There has been still controversy whether combined use of IV and topical application of TXA would have more effective regarding perioperative bleeding control without safety issue compared to single administration methods of TXA [41, 42]. The current study demonstrated that the combination of the two methods significantly reduces perioperative blood loss. In this regard, the combined method is superior to IV or topical administration alone. Moreover, there were no significant differences in adverse events among the three groups. Therefore, we consider that, along with the systemic effect of IV TXA, periarticular topical administration of TXA can inhibit local activation of fibrinolysis and may reduce time to vascular occlusion [43]. The combined method also has the advantage of limiting local blood loss [13]. Nielsen et al. [44] reported that combined administration of IV and IA TXA resulted in a clinically relevant reduction in blood loss of 37% compared with IV TXA alone both at 24 hours postoperatively and on postoperative day 2. Our findings are consistent with a meta-analysis of randomized controlled trials [45] and indicate that combined use of systemic and periarticular application of TXA in TKA significantly reduces postoperative hemoglobin drop and drainage volume without increasing thromboembolic complications. Based on these findings, TXA mixed in a PAMC for topical administration would be an alternative to IV administration of TXA in terms of perioperative bleeding control in patients with TKA. Furthermore, TXA mixed in a PAMC with IV administration of TXA may produce synergic effect with safety.

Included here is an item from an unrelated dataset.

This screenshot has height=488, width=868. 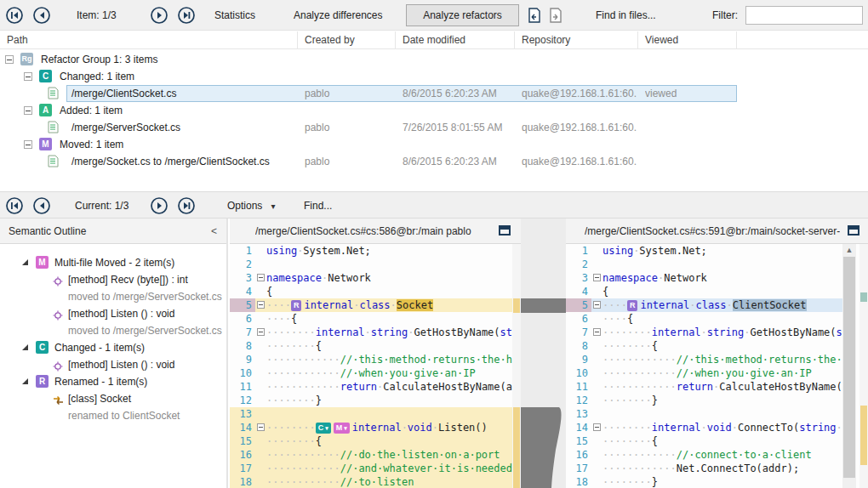 What do you see at coordinates (434, 145) in the screenshot?
I see `tree-group-row: MMoved: 1 item` at bounding box center [434, 145].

There are some limitations in this study. First, we did not have a no-TXA group as a control. However, the effectiveness of TXA in perioperative blood management during TKA has been proven in many studies. Therefore, there was no need for a separate control group, and we designed the IV TXA group as a control. Additionally, this study specifically focused primarily on hemoglobin levels, drain amount and EBL but did not compare functional outcomes and effects of the three methods of TXA administration. Second, we did not use the same prosthesis in all patients. However, we used posterior-stabilized knee design in all patients with patellar resurfacing to reduce influence on blood loss. Moreover, all operations were performed by a single senior surgeon. Therefore, the component bias would be minimal. Third, patients with severe comorbidities were excluded and relatively healthy patients were included in the current study. This healthy study population might provoke a concern of representing the majority of TKA patients regarding application of TXA. However, we performed randomized controlled trial to avoid selection bias and the exclusion criteria seemed to be reasonable considering potential adverse effect of TXA. Thus, results of the present study may be applicable to the majority of TKA patients. Fourth, this study didn’t compare with groups regarding the prevalence of hematologic complications. However, this is a randomized trial and it is not appropriate to compare groups at baseline and any differences that occur would be by chance.

Conclusions

TXA mixed in a PAMC injection showed a similar effect to IV administration of TXA following TKA. Furthermore, combined use of both IV and PAMC injection provided better perioperative bleeding control with similar safety in patients without relevant comorbidities.